Basic COGS driverSet COGS as a percentage of revenue. This is the fastest way to get a stable gross margin baseline.
- • COGS % in base year
- • Adjust % for forecast years if needed
- • Gross margin updates automatically
Advanced COGS driverSet COGS (or gross margin) per product. This matches product-level price/volume and makes margin scenarios much more realistic.
- • Different margins per product line
- • Better unit economics visibility
- • Cleaner impact on overall gross margin
- 4. Set employee expenses (Basic or Advanced)
Employee expenses are handled differently for base year vs forecast years.
Base yearEnter employee expenses as the actual total for the last actual year. This anchors your cost base.

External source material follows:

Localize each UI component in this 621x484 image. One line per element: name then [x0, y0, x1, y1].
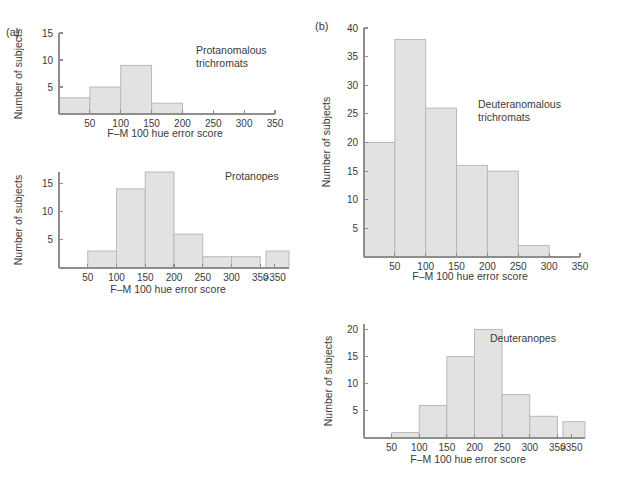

Basic payroll driver (forecast)Forecast employee expenses as a percentage of revenue. This keeps the model lightweight and scales naturally with growth.

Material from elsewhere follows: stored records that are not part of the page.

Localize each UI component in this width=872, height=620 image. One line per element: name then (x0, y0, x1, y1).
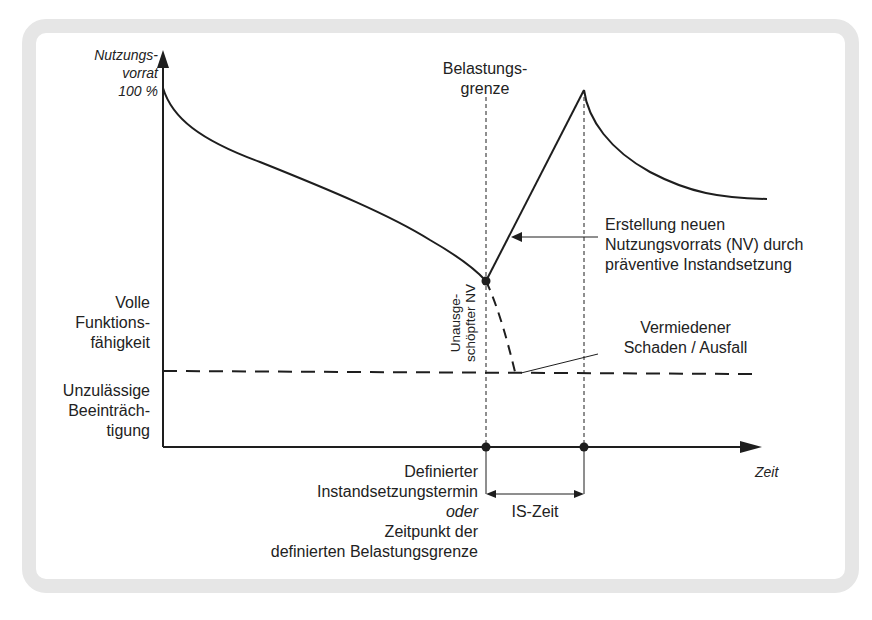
definierter-line5: definierten Belastungsgrenze (228, 542, 478, 562)
unzulaessige-line1: Unzulässige (40, 381, 150, 401)
is-zeit-right-arrow-icon (574, 490, 584, 498)
unausgeschoepfter-line1: Unausge- (448, 278, 463, 368)
y-axis-label-line1: Nutzungs- (80, 46, 158, 64)
erstellung-line2: Nutzungsvorrats (NV) durch (605, 235, 803, 255)
y-axis-arrow-icon (157, 50, 169, 68)
vermiedener-line1: Vermiedener (598, 318, 773, 338)
unausgeschoepfter-nv-label: Unausge- schöpfter NV (448, 278, 478, 368)
definierter-line3: oder (228, 502, 478, 522)
definierter-line1: Definierter (228, 462, 478, 482)
unausgeschoepfter-line2: schöpfter NV (463, 278, 478, 368)
is-zeit-bracket (486, 447, 584, 498)
erstellung-line1: Erstellung neuen (605, 215, 803, 235)
unzulaessige-beeintraechtigung-label: Unzulässige Beeinträch- tigung (40, 381, 150, 441)
definierter-line2: Instandsetzungstermin (228, 482, 478, 502)
vermiedener-label: Vermiedener Schaden / Ausfall (598, 318, 773, 358)
instandsetzung-rise-line (486, 90, 584, 281)
belastungsgrenze-label: Belastungs- grenze (420, 59, 550, 99)
erstellung-pointer-arrow-icon (511, 232, 522, 242)
volle-line2: Funktions- (40, 313, 150, 333)
belastungsgrenze-line1: Belastungs- (420, 59, 550, 79)
vermiedener-line2: Schaden / Ausfall (598, 338, 773, 358)
volle-line3: fähigkeit (40, 333, 150, 353)
avoided-failure-dashed-curve (486, 281, 515, 372)
volle-line1: Volle (40, 293, 150, 313)
x-axis (163, 441, 762, 453)
definierter-line4: Zeitpunkt der (228, 522, 478, 542)
definierter-termin-label: Definierter Instandsetzungstermin oder Z… (228, 462, 478, 562)
y-axis-label-line3: 100 % (80, 82, 158, 100)
y-axis-label-line2: vorrat (80, 64, 158, 82)
x-axis-arrow-icon (740, 441, 762, 453)
nutzungsvorrat-curve (163, 88, 486, 281)
volle-funktionsfaehigkeit-label: Volle Funktions- fähigkeit (40, 293, 150, 353)
y-axis (157, 50, 169, 447)
erstellung-label: Erstellung neuen Nutzungsvorrats (NV) du… (605, 215, 803, 275)
threshold-dashed-line (163, 371, 752, 374)
erstellung-line3: präventive Instandsetzung (605, 255, 803, 275)
belastungsgrenze-line2: grenze (420, 79, 550, 99)
y-axis-label: Nutzungs- vorrat 100 % (80, 46, 158, 100)
vermiedener-pointer-line (521, 354, 598, 373)
unzulaessige-line3: tigung (40, 421, 150, 441)
is-zeit-left-arrow-icon (486, 490, 496, 498)
is-zeit-label: IS-Zeit (486, 502, 584, 521)
unausgeschoepfter-point (482, 277, 491, 286)
new-nutzungsvorrat-curve (584, 90, 767, 199)
unzulaessige-line2: Beeinträch- (40, 401, 150, 421)
x-axis-label: Zeit (755, 463, 778, 482)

- • Payroll % for forecast years
- • Good for quick planning cycles
- • Easy to scenario-test
Advanced payroll driverPlan headcount with departments and roles. Model FTE counts, cost per FTE, and wage inflation.
- • Departments + roles
- • FTE count per role (per year)
- • Cost per FTE (fully-loaded)
- • Wage inflation (annual %)
Advanced payroll is best for hiring scenarios (“hire now vs delay”), while basic payroll is great for a fast baseline.

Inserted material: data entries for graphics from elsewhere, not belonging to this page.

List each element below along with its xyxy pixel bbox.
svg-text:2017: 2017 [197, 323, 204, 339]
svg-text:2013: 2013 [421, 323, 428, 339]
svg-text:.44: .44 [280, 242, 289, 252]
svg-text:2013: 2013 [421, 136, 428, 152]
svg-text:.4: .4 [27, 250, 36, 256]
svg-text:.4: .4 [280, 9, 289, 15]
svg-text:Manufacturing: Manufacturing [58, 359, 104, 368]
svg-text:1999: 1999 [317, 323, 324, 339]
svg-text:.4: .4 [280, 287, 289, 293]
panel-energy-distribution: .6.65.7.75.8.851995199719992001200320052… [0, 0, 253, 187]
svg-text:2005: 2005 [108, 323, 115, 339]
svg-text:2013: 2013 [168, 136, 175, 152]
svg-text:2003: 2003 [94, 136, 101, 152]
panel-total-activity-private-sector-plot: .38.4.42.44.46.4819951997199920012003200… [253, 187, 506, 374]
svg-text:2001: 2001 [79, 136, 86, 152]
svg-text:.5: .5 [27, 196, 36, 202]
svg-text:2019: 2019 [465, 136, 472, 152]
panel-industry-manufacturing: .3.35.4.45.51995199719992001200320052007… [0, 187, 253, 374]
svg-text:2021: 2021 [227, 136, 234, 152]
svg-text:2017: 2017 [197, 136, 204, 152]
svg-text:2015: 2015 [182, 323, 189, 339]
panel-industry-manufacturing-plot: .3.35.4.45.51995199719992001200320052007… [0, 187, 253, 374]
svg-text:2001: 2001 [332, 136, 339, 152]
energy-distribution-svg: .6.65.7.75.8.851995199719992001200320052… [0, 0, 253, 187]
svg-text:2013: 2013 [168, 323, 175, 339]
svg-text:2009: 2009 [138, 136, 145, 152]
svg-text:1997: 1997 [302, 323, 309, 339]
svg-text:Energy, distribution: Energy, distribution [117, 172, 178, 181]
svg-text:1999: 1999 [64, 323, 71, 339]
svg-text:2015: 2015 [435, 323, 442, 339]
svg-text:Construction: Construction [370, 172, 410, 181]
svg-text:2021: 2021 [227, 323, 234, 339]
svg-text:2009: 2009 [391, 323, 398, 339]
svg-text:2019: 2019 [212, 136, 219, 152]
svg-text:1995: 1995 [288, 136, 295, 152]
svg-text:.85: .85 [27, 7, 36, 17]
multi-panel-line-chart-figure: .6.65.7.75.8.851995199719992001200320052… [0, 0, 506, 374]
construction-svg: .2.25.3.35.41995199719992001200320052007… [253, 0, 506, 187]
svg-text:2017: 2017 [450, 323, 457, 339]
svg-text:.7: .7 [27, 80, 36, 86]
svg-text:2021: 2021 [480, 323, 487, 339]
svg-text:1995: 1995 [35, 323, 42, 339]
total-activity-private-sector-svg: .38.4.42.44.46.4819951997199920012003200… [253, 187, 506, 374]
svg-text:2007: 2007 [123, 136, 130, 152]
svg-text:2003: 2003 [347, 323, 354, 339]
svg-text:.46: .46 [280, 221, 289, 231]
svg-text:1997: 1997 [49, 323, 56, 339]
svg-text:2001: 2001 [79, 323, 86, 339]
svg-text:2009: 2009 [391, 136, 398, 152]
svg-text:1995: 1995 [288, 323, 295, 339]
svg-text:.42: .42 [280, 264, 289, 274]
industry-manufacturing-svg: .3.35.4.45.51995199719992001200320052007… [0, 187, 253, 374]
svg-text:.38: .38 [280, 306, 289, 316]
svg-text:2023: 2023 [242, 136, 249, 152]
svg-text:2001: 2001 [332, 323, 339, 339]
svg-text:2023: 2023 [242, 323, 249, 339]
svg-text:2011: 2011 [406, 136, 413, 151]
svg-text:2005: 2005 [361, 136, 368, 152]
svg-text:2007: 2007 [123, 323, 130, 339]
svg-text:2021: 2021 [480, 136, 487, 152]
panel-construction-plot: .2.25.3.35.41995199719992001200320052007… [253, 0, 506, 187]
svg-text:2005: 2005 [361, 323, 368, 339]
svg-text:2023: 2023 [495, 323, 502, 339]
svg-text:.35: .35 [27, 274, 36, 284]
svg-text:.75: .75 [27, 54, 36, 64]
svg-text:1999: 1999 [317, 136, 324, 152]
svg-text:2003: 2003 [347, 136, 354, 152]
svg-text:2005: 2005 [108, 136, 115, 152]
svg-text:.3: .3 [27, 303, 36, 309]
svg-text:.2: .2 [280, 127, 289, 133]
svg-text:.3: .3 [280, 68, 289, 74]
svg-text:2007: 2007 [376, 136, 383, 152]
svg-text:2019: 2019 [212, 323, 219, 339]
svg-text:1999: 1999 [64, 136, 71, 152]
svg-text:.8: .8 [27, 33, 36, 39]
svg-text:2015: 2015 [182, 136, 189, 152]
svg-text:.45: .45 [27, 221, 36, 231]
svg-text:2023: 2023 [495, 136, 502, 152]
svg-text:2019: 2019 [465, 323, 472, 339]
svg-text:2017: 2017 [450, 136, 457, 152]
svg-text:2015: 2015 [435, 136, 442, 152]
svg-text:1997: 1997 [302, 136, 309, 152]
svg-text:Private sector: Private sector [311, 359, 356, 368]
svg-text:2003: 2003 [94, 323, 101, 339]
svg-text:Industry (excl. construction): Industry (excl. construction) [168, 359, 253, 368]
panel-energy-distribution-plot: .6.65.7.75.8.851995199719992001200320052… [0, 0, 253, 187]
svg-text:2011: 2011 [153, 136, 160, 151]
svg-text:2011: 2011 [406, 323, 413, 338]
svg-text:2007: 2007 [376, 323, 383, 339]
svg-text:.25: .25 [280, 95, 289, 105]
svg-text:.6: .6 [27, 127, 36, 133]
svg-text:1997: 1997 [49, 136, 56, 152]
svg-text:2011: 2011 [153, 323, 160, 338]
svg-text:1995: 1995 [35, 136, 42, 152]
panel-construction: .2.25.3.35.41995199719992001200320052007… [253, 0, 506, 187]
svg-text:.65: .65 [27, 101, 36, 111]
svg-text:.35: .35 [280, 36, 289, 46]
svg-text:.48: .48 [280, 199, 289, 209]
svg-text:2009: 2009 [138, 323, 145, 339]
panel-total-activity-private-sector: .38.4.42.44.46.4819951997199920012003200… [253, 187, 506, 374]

- 5. Set other operating expenses as % of revenue
For a clean, scalable model, define other operating expenses (marketing, tools, G&A, etc.) as a percentage of revenue. This makes costs scale with growth and keeps assumptions simple.
- 6. Enter depreciation & interest (base year only)
Depreciation and interest are entered only for the base year (last actual year). For startups without meaningful actuals, enter them in the first forecast year.
Forecast depreciation and interest are calculated automatically once you complete the Balance Sheet inputs (next step). This keeps statements consistent and avoids manual guesswork.
- 7. Enter tax in base year, then set the tax rate
Enter the tax value for the base year, then adjust the tax rate for forecast years. The default is 25%.
- 8. Review the Profit & Loss statement at the bottom
The P&L statement updates as you enter drivers. Use it as a sanity check:
- – Do revenue levels and growth look realistic?
- – Is gross margin in line with your unit economics?
- – Do payroll and opex scale as expected?
- – Does the EBITDA trajectory make sense?
- 9. Press Save — then move on to the Balance Sheet
When the P&L is “good enough” for a baseline, save your changes. Then continue with the Balance Sheet inputs to complete working capital, assets and financing — which drives forecast depreciation, interest, and cash flow accuracy.
Common mistakes (and how X-ASTRiS prevents them)
- – Starting too advanced before the baseline is stable
Begin with basic drivers to get a coherent baseline. Add advanced product/role detail once the first version is directionally correct.
- – Forgetting to save before switching tabs
Always press Save before moving on. This ensures your statement outputs reflect your latest inputs.
- – Manually forecasting depreciation or interest in the P&L
In spreadsheets this is common (and often wrong). In X-ASTRiS, forecast depreciation and interest are derived from the Balance Sheet to ensure internal consistency. You only enter them for the base year.
- – Breaking the 3-statements by entering inconsistent mechanics
X-ASTRiS is designed to keep P&L, Balance Sheet and Cash Flow aligned. Instead of letting you “force” inconsistent numbers, the model relies on drivers and Balance Sheet logic so your outputs remain reconcilable.
Next, complete the Balance Sheet inputs. This drives working capital mechanics and automatically forecasts depreciation and interest — and it unlocks a reliable Cash Flow.
FAQ
Start basic for speed and a stable baseline. Switch to advanced when you need product-level price/volume/margins or role-based headcount planning.
In basic mode, COGS is a percentage of revenue. In advanced mode, it’s set per product (or via product-level gross margin), so each product can have different margins.
Forecast depreciation and interest are calculated from Balance Sheet inputs (assets and financing). That keeps the model internally consistent.
The default is 25%. Adjust it to match your expected effective tax rate and jurisdiction.